Posted by: krt at August 29, 2003 10:38 AM

By accident I ran across discussions of some *very* large vacuum chambers that NASA has for testing things like the lunar lander. Obviously these types of test facilities are very expensive, and arguably the US does not need several.

Just providing this kind of infrastructure for commercial (and private) developers would be a good government mission.

Posted by: Derek Woolverton at August 30, 2003 07:19 AM

Hmph. I notice our favorite "authority on everything", Barney Gumble, hasn't made an appearance.

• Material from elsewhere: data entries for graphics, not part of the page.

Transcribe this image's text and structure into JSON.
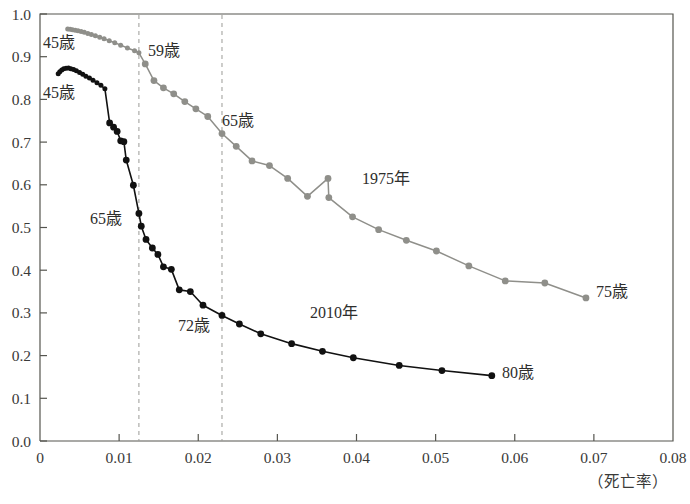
{
  "chart_data": {
    "type": "line",
    "title": "",
    "xlabel": "（死亡率）",
    "ylabel": "",
    "xlim": [
      0,
      0.08
    ],
    "ylim": [
      0,
      1.0
    ],
    "xticks": [
      "0",
      "0.01",
      "0.02",
      "0.03",
      "0.04",
      "0.05",
      "0.06",
      "0.07",
      "0.08"
    ],
    "xtick_values": [
      0,
      0.01,
      0.02,
      0.03,
      0.04,
      0.05,
      0.06,
      0.07,
      0.08
    ],
    "yticks": [
      "0.0",
      "0.1",
      "0.2",
      "0.3",
      "0.4",
      "0.5",
      "0.6",
      "0.7",
      "0.8",
      "0.9",
      "1.0"
    ],
    "ytick_values": [
      0.0,
      0.1,
      0.2,
      0.3,
      0.4,
      0.5,
      0.6,
      0.7,
      0.8,
      0.9,
      1.0
    ],
    "grid": false,
    "legend_position": "inline-annotations",
    "series": [
      {
        "name": "1975年",
        "color": "#8f8f8a",
        "label": "1975年",
        "start_label": "45歳",
        "end_label": "75歳",
        "points": [
          [
            0.0035,
            0.965
          ],
          [
            0.0038,
            0.964
          ],
          [
            0.0041,
            0.963
          ],
          [
            0.00445,
            0.962
          ],
          [
            0.0048,
            0.9605
          ],
          [
            0.0052,
            0.959
          ],
          [
            0.0056,
            0.957
          ],
          [
            0.00605,
            0.9545
          ],
          [
            0.0065,
            0.952
          ],
          [
            0.007,
            0.949
          ],
          [
            0.00755,
            0.9455
          ],
          [
            0.0081,
            0.942
          ],
          [
            0.00875,
            0.9375
          ],
          [
            0.00945,
            0.9325
          ],
          [
            0.0102,
            0.927
          ],
          [
            0.01105,
            0.9205
          ],
          [
            0.01195,
            0.914
          ],
          [
            0.0125,
            0.909
          ],
          [
            0.0133,
            0.883
          ],
          [
            0.0144,
            0.844
          ],
          [
            0.0156,
            0.827
          ],
          [
            0.0169,
            0.813
          ],
          [
            0.0183,
            0.795
          ],
          [
            0.0197,
            0.778
          ],
          [
            0.0212,
            0.76
          ],
          [
            0.023,
            0.72
          ],
          [
            0.0248,
            0.69
          ],
          [
            0.0268,
            0.656
          ],
          [
            0.029,
            0.645
          ],
          [
            0.0313,
            0.615
          ],
          [
            0.0338,
            0.573
          ],
          [
            0.0364,
            0.615
          ],
          [
            0.0365,
            0.57
          ],
          [
            0.0395,
            0.525
          ],
          [
            0.0428,
            0.495
          ],
          [
            0.0463,
            0.47
          ],
          [
            0.0501,
            0.445
          ],
          [
            0.0542,
            0.41
          ],
          [
            0.0588,
            0.375
          ],
          [
            0.0638,
            0.37
          ],
          [
            0.069,
            0.335
          ]
        ]
      },
      {
        "name": "2010年",
        "color": "#111111",
        "label": "2010年",
        "start_label": "45歳",
        "mid_label_65": "65歳",
        "mid_label_72": "72歳",
        "end_label": "80歳",
        "points": [
          [
            0.0023,
            0.86
          ],
          [
            0.0025,
            0.865
          ],
          [
            0.00275,
            0.869
          ],
          [
            0.003,
            0.8715
          ],
          [
            0.0033,
            0.873
          ],
          [
            0.0036,
            0.8735
          ],
          [
            0.0039,
            0.872
          ],
          [
            0.00425,
            0.87
          ],
          [
            0.0046,
            0.867
          ],
          [
            0.005,
            0.863
          ],
          [
            0.0054,
            0.859
          ],
          [
            0.0058,
            0.8545
          ],
          [
            0.00625,
            0.85
          ],
          [
            0.0067,
            0.845
          ],
          [
            0.0072,
            0.839
          ],
          [
            0.0077,
            0.833
          ],
          [
            0.0082,
            0.825
          ],
          [
            0.0088,
            0.745
          ],
          [
            0.0093,
            0.735
          ],
          [
            0.00975,
            0.725
          ],
          [
            0.0102,
            0.703
          ],
          [
            0.0106,
            0.701
          ],
          [
            0.0109,
            0.658
          ],
          [
            0.0118,
            0.599
          ],
          [
            0.0125,
            0.533
          ],
          [
            0.0128,
            0.503
          ],
          [
            0.0134,
            0.472
          ],
          [
            0.0142,
            0.452
          ],
          [
            0.0149,
            0.437
          ],
          [
            0.0156,
            0.408
          ],
          [
            0.0166,
            0.402
          ],
          [
            0.0176,
            0.354
          ],
          [
            0.019,
            0.35
          ],
          [
            0.0206,
            0.318
          ],
          [
            0.023,
            0.294
          ],
          [
            0.0252,
            0.274
          ],
          [
            0.0279,
            0.251
          ],
          [
            0.0318,
            0.228
          ],
          [
            0.0357,
            0.21
          ],
          [
            0.0396,
            0.195
          ],
          [
            0.0454,
            0.177
          ],
          [
            0.0508,
            0.165
          ],
          [
            0.0571,
            0.153
          ]
        ]
      }
    ],
    "reference_lines": [
      {
        "name": "dashed-line-1",
        "x": 0.0125,
        "style": "dashed"
      },
      {
        "name": "dashed-line-2",
        "x": 0.023,
        "style": "dashed"
      }
    ],
    "annotations": [
      {
        "id": "a-1975-45",
        "text": "45歳",
        "x_px": 43,
        "y_px": 48
      },
      {
        "id": "a-2010-45",
        "text": "45歳",
        "x_px": 43,
        "y_px": 98
      },
      {
        "id": "a-1975-59",
        "text": "59歳",
        "x_px": 148,
        "y_px": 56
      },
      {
        "id": "a-1975-65",
        "text": "65歳",
        "x_px": 222,
        "y_px": 126
      },
      {
        "id": "a-2010-65",
        "text": "65歳",
        "x_px": 90,
        "y_px": 224
      },
      {
        "id": "a-2010-72",
        "text": "72歳",
        "x_px": 178,
        "y_px": 331
      },
      {
        "id": "a-1975-label",
        "text": "1975年",
        "x_px": 362,
        "y_px": 184
      },
      {
        "id": "a-2010-label",
        "text": "2010年",
        "x_px": 310,
        "y_px": 318
      },
      {
        "id": "a-1975-75",
        "text": "75歳",
        "x_px": 596,
        "y_px": 297
      },
      {
        "id": "a-2010-80",
        "text": "80歳",
        "x_px": 502,
        "y_px": 378
      }
    ]
  },
  "figure": {
    "x_axis_caption": "（死亡率）",
    "frame_color": "#55554f",
    "background": "#ffffff"
  }
}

Did he lose his stolen cue cards...? ;-)

Excellent work, Laughing Wolf!

--TwoDragons

Posted by: TwoDragons at September 1, 2003 11:52 PM

I think there should be 2 levels of interactuion between NASA and Industry. On the first level, Industry should have the ability to use NASA resources for R&D. For instance, imagine boeing is attempting to build an AJAX weapon system and the engineers are unable to properly simulate the conditions behind the plasma screen. NASA should be able to provide topical theoretical expertise and possibly fund a classified research vehicle to examine regions of that unexplored flight envelope. Results of that program should be open to all U.S. companies as domestic proprietery information, and treated as low-level classified military data- released under the same discretion that applies to allied foreign military sales. no more free lunches for european and asian parasites.

The second level of interaction should be the contracting level. NASA should not design or build launch systems. NASA should provide RFP's stating what the specifications are for a research vehicle, and contract industry to compete and build that vehicle (using the same system the DOD uses). NASA should have program managers and scientists, not engineers.

NASA should also not operate launch or test facilities. Launch facilities should be operated by industry, in the same manner that the USAF Arnold test center is run by contractors (currently sverdrup corp)

Posted by: sleepy at September 2, 2003 06:48 PM

I read somewhere that NASA, because it wants everyone to launch using its rockets, will severely undercut the prices that any competitors would quote, using public money to make up the difference. For example, if it takes 1 million dollars to launch a rocket, and ACME Rocketry is willing to do it for 750 thousand dollars, NASA will charge 700k and make up the rest.

I think I read this in an editorial in the Washington Times, though I'm not certain.

Anybody know if this is the case? If so, it seems to me that this is seriously undermining Mankind's attempts at space exploration as a whole.

Though I may just be talking out of my arse.

Thank you, Laughing Wolf, for providing this forum.

Posted by: Royden Wood at September 2, 2003 08:03 PM

I believe that NASA should be split into two organizations. One (call it the US Space Corp or something like that) that deals with exploration and manning places like the ISS. The second organization should be for regulation of the space launch industry. Kind of like the FAA of the space industry. Then, sit back and let the private sector pursue space. We could be landing on Mars in 10 years or less, and have our first permanent Moon base in less than 5 years if this happened. Its time to stop propping up Boeing, Northrup-Grumman and McDonnel-Douglas. Let them scrounge around like the rest of the private sector.